More than 100 chief executives will meet at the end of the month to discuss implications of leaving EU
The Construction Leadership Council is to convene a high-level emergency summit on Brexit, in the wake of growing fears over the impact on the industry of crashing out without a deal.
The summit, titled the Brexit Transition Planning Conference, is to be held on 28 January at the ICE’s headquarters in central London. It will see more than 100 industry chief executives brought together to discuss how to mitigate the fall-out from leaving the EU.
Mace chief executive Mark Reynolds, a member of the government-backed Construction Leadership Council (CLC), told Building the CLC decided just before Christmas to convene the summit, primarily to look at addressing the problems created by a possible no-deal EU exit. Initial invites were sent out last week.
Reynolds (pictured) said: “This is a Brexit contingency planning conference. The view we’ve taken is that the industry needs to hope for the best but plan for the worst.

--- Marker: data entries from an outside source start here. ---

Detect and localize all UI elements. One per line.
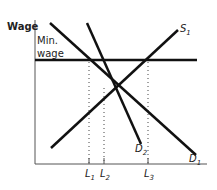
y-axis-label: Wage bbox=[7, 21, 39, 32]
demand-curve-d1 bbox=[50, 23, 196, 155]
demand1-label: D1 bbox=[189, 153, 201, 167]
tick-label-l3: L3 bbox=[144, 168, 154, 182]
tick-label-l2: L2 bbox=[100, 168, 111, 182]
min-wage-label-line2: wage bbox=[37, 48, 64, 59]
supply-curve-s1 bbox=[51, 30, 178, 148]
demand2-label: D2 bbox=[135, 143, 148, 157]
demand-curve-d2 bbox=[87, 23, 141, 144]
tick-label-l1: L1 bbox=[85, 168, 95, 182]
labor-market-diagram: Wage Min. wage S1 D1 D2 L1 L2 L3 bbox=[0, 0, 217, 190]
supply-label: S1 bbox=[180, 23, 191, 37]
min-wage-label-line1: Min. bbox=[37, 35, 58, 46]
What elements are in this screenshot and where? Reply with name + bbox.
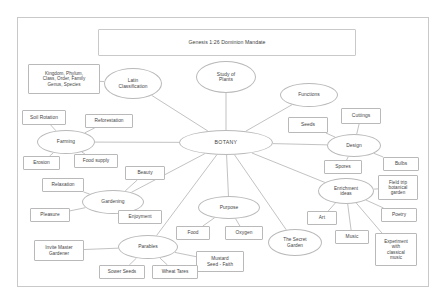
node-label: Beauty <box>128 170 162 175</box>
node-label: Design <box>330 143 378 148</box>
node-label: BOTANY <box>182 140 270 146</box>
node-sower[interactable]: Sower Seeds <box>99 265 145 279</box>
node-label: Study of Plants <box>199 72 253 83</box>
node-label: Experiment with classical music <box>378 239 414 260</box>
node-art[interactable]: Art <box>307 211 337 225</box>
node-label: Invite Master Gardener <box>37 245 81 256</box>
node-foodsupply[interactable]: Food supply <box>74 154 118 168</box>
node-label: Wheat Tares <box>155 269 195 274</box>
node-functions[interactable]: Functions <box>280 83 338 107</box>
node-label: Music <box>338 234 366 239</box>
mind-map-canvas: Genesis 1:26 Dominion MandateKingdom, Ph… <box>0 0 448 306</box>
node-label: Art <box>310 215 334 220</box>
node-relaxation[interactable]: Relaxation <box>42 178 84 192</box>
node-label: Genesis 1:26 Dominion Mandate <box>101 40 353 46</box>
node-label: Cuttings <box>344 113 378 118</box>
node-erosion[interactable]: Erosion <box>23 156 60 170</box>
node-label: Reforestation <box>88 118 130 123</box>
node-mustard[interactable]: Mustard Seed - Faith <box>196 251 244 272</box>
node-design[interactable]: Design <box>327 134 381 157</box>
node-enrichment[interactable]: Enrichment ideas <box>318 178 374 204</box>
node-soil[interactable]: Soil Rotation <box>22 110 66 125</box>
node-label: Relaxation <box>45 182 81 187</box>
node-purpose[interactable]: Purpose <box>198 196 260 219</box>
node-seeds[interactable]: Seeds <box>288 117 328 133</box>
node-bulbs[interactable]: Bulbs <box>383 157 419 171</box>
node-label: Poetry <box>384 212 414 217</box>
node-botany[interactable]: BOTANY <box>179 130 273 155</box>
node-label: Gardening <box>85 199 141 204</box>
node-fieldtrip[interactable]: Field trip botanical garden <box>378 175 418 200</box>
node-pleasure[interactable]: Pleasure <box>30 208 70 222</box>
node-study[interactable]: Study of Plants <box>196 61 256 93</box>
node-label: Functions <box>283 92 335 97</box>
node-label: Food supply <box>77 158 115 163</box>
node-cuttings[interactable]: Cuttings <box>341 108 381 124</box>
node-label: Purpose <box>201 205 257 210</box>
node-secretgarden[interactable]: The Secret Garden <box>268 229 322 256</box>
node-label: Mustard Seed - Faith <box>199 256 241 267</box>
node-reforest[interactable]: Reforestation <box>85 114 133 128</box>
node-music[interactable]: Music <box>335 230 369 244</box>
node-label: Kingdom, Phylum, Class, Order, Family Ge… <box>31 71 97 86</box>
node-farming[interactable]: Farming <box>37 130 95 154</box>
node-label: Food <box>179 230 207 235</box>
node-label: Enjoyment <box>121 214 159 219</box>
node-label: Bulbs <box>386 161 416 166</box>
node-oxygen[interactable]: Oxygen <box>225 226 263 240</box>
node-enjoyment[interactable]: Enjoyment <box>118 210 162 224</box>
node-label: Oxygen <box>228 230 260 235</box>
node-taxonomy[interactable]: Kingdom, Phylum, Class, Order, Family Ge… <box>28 64 100 94</box>
node-label: Field trip botanical garden <box>381 180 415 195</box>
node-poetry[interactable]: Poetry <box>381 208 417 222</box>
node-label: Latin Classification <box>107 78 159 89</box>
node-label: Soil Rotation <box>25 115 63 120</box>
node-label: Pleasure <box>33 212 67 217</box>
node-wheat[interactable]: Wheat Tares <box>152 265 198 279</box>
node-beauty[interactable]: Beauty <box>125 166 165 180</box>
node-label: Erosion <box>26 160 57 165</box>
node-label: Parables <box>121 244 175 249</box>
node-food[interactable]: Food <box>176 226 210 240</box>
node-label: Spores <box>327 164 359 169</box>
node-label: Seeds <box>291 122 325 127</box>
node-latin[interactable]: Latin Classification <box>104 68 162 99</box>
node-label: Enrichment ideas <box>321 186 371 197</box>
node-parables[interactable]: Parables <box>118 235 178 259</box>
node-spores[interactable]: Spores <box>324 160 362 174</box>
node-experiment[interactable]: Experiment with classical music <box>375 233 417 266</box>
node-title[interactable]: Genesis 1:26 Dominion Mandate <box>98 29 356 56</box>
node-label: Farming <box>40 139 92 144</box>
node-label: Sower Seeds <box>102 269 142 274</box>
node-invite[interactable]: Invite Master Gardener <box>34 240 84 261</box>
node-label: The Secret Garden <box>271 237 319 248</box>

“The idea is it will look at both issues of goods being held up and access to labour, but at the moment the real fear is over goods. My immediate worry is about imports and exports, it’s the biggest short-term risk.”
In a survey of readers published last week, Building found that just 15% of firms said they were “very prepared” for a no-deal Brexit, and more than half said they had engaged in no scenario planning to test how they might be affected.
Experts have expressed fears over the impact upon projects if imported materials are significantly delayed entering the country, as well as concerns over the potential for labour shortages.
About 15% of products and materials used in UK construction and 7% of the workforce derive from the EU. Reynolds said all the relevant trade associations and around 120 industry chief executives were being invited to the event.
Fellow CLC member Simon Rawlinson, head of strategic insight at consultant Arcadis, confirmed the event would focus on the “real-life implications on projects” of Brexit over the next six months, but that its exact programme would be very dependent on political developments over the next couple of weeks. If the danger of a no-deal Brexit recedes, he said, the focus of the summit would shift away from the logistics of product imports to longer term concerns around labour availability.
Sarah McMonagle, director of external affairs at trade body the Federation of Master Builders, which received an invitation to the summit this week, welcomed the move. “It’s great to see this leadership from the CLC on this important issue,” she said.